Movie review
September 9, 2016 · 96 min · NR
Woke Score
Lower is better
Review
The 2016 thriller follows successful self-made businessman Mike Regan, who enjoys a beautiful family and advanced smart home until his former IT consultant Ed turns stalker and weaponizes technology to target Regan’s daughter, business, and life. The story plays out as a personal cat-and-mouse game centered on privacy loss and a father’s fight to protect his household in a hyper-connected world. Casting uses an international ensemble that fits the story’s global business and family setting without any visible identity signaling or forced choices. No political dialogue, activist messaging, or social-justice themes appear in the narrative or marketing.
Breakdown
These are the editorial factors and ratings behind our score for I.T..

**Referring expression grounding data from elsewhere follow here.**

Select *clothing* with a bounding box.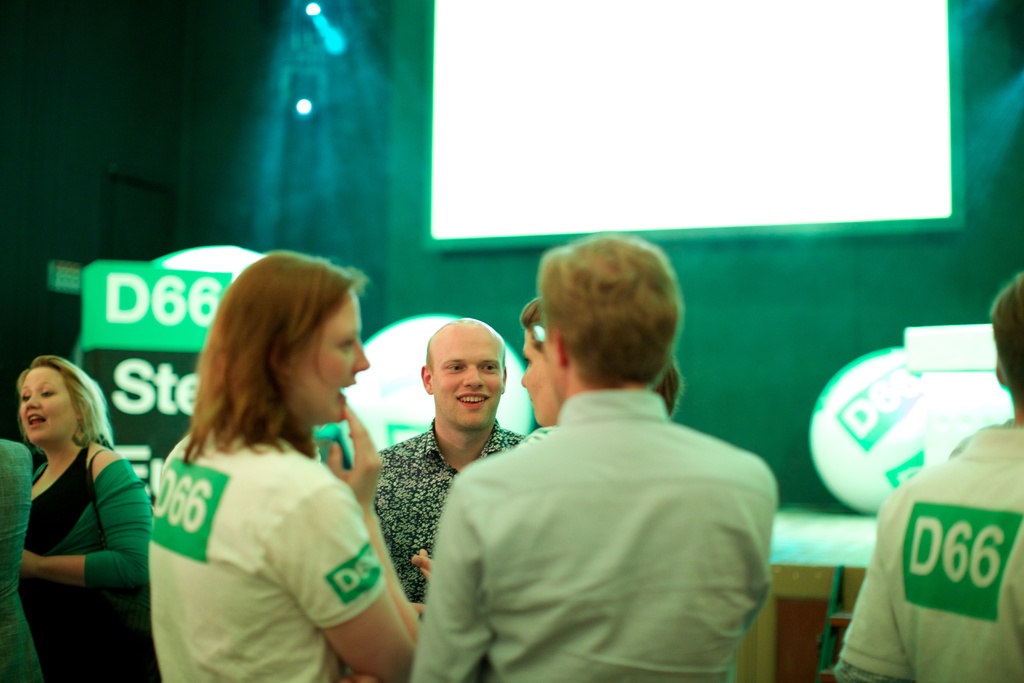
{"left": 437, "top": 329, "right": 785, "bottom": 682}.
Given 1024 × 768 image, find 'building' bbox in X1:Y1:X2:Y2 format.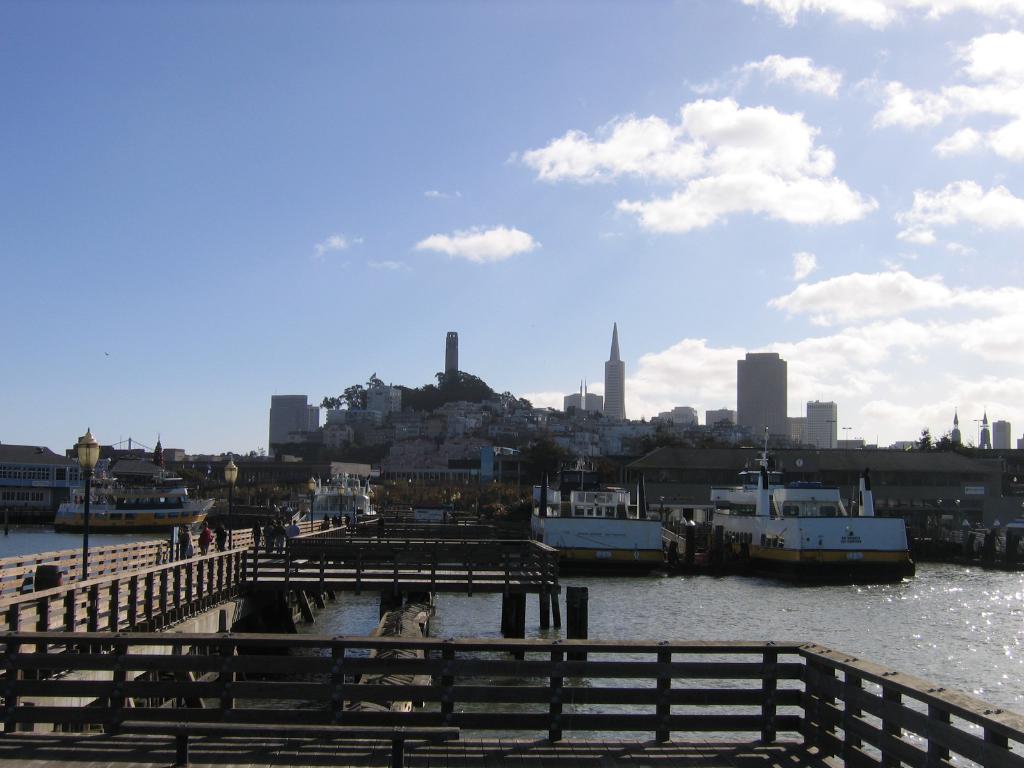
737:355:791:450.
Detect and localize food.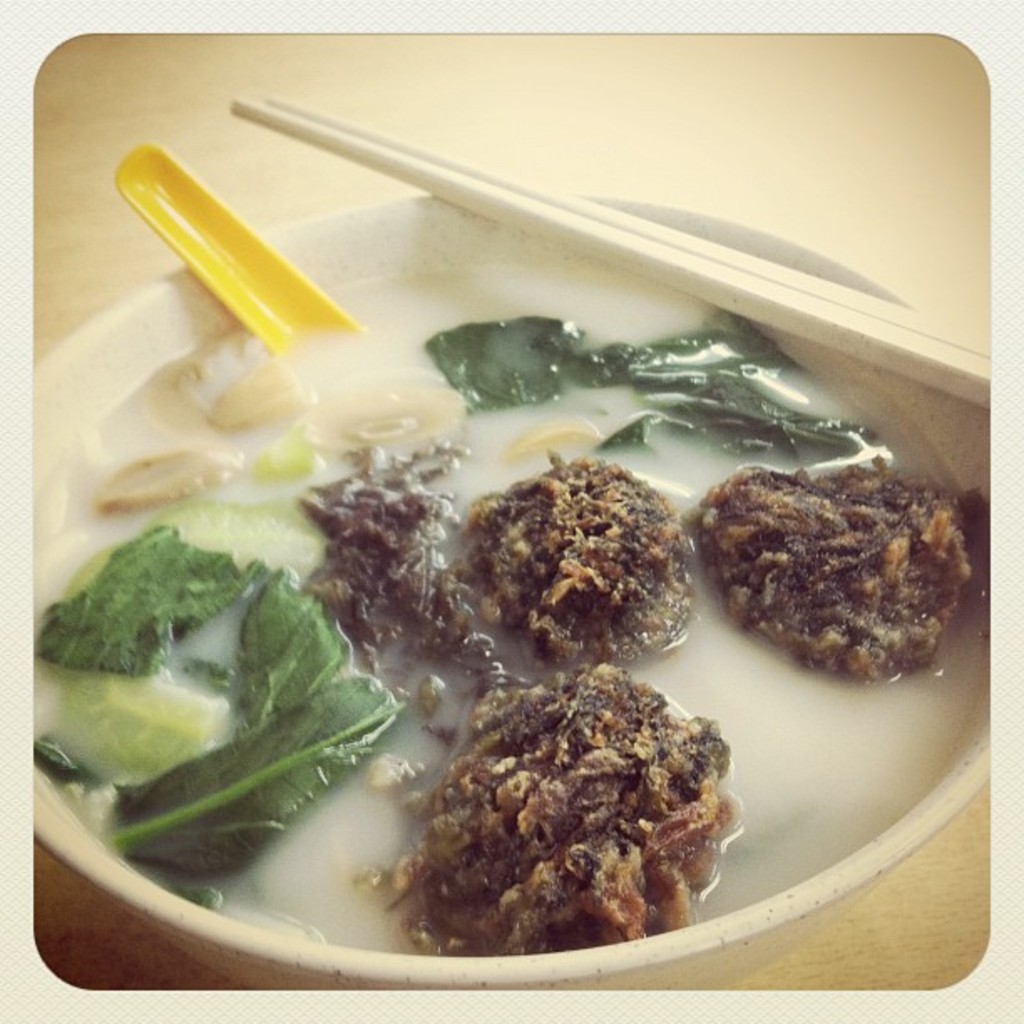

Woke representation / casting
International cast matches the story’s business-world and family premise; no audience-visible forced diversity, swaps, or identity emphasis.
Woke political dialogue
Entirely absent; the film contains no activist language, institutional lectures, or political framing.
Identity-driven story themes
Story stays locked on personal stalking, family defense, and tech privacy threats; zero identity politics, gender roles, or social-justice arcs.
Western institutional / cultural critique
Mild exploration of smart-home vulnerability and privacy erosion exists as thriller setup only; no modern activist-style attacks on capitalism, patriarchy, traditional norms, or Western institutions.
Woke character or canon changes
Not relevant; original screenplay with no source material or historical reinterpretation.
Anti-woke backlash and complaints
Complete absence of woke-related debate, backlash, or praise in coverage or social media.
Creator track record context
Core team (Moore, Wisher, most producers) maintains clean entertainment-focused records; writer Daniel Kay’s recent project with explicit activist educator themes provides the only minor elevation.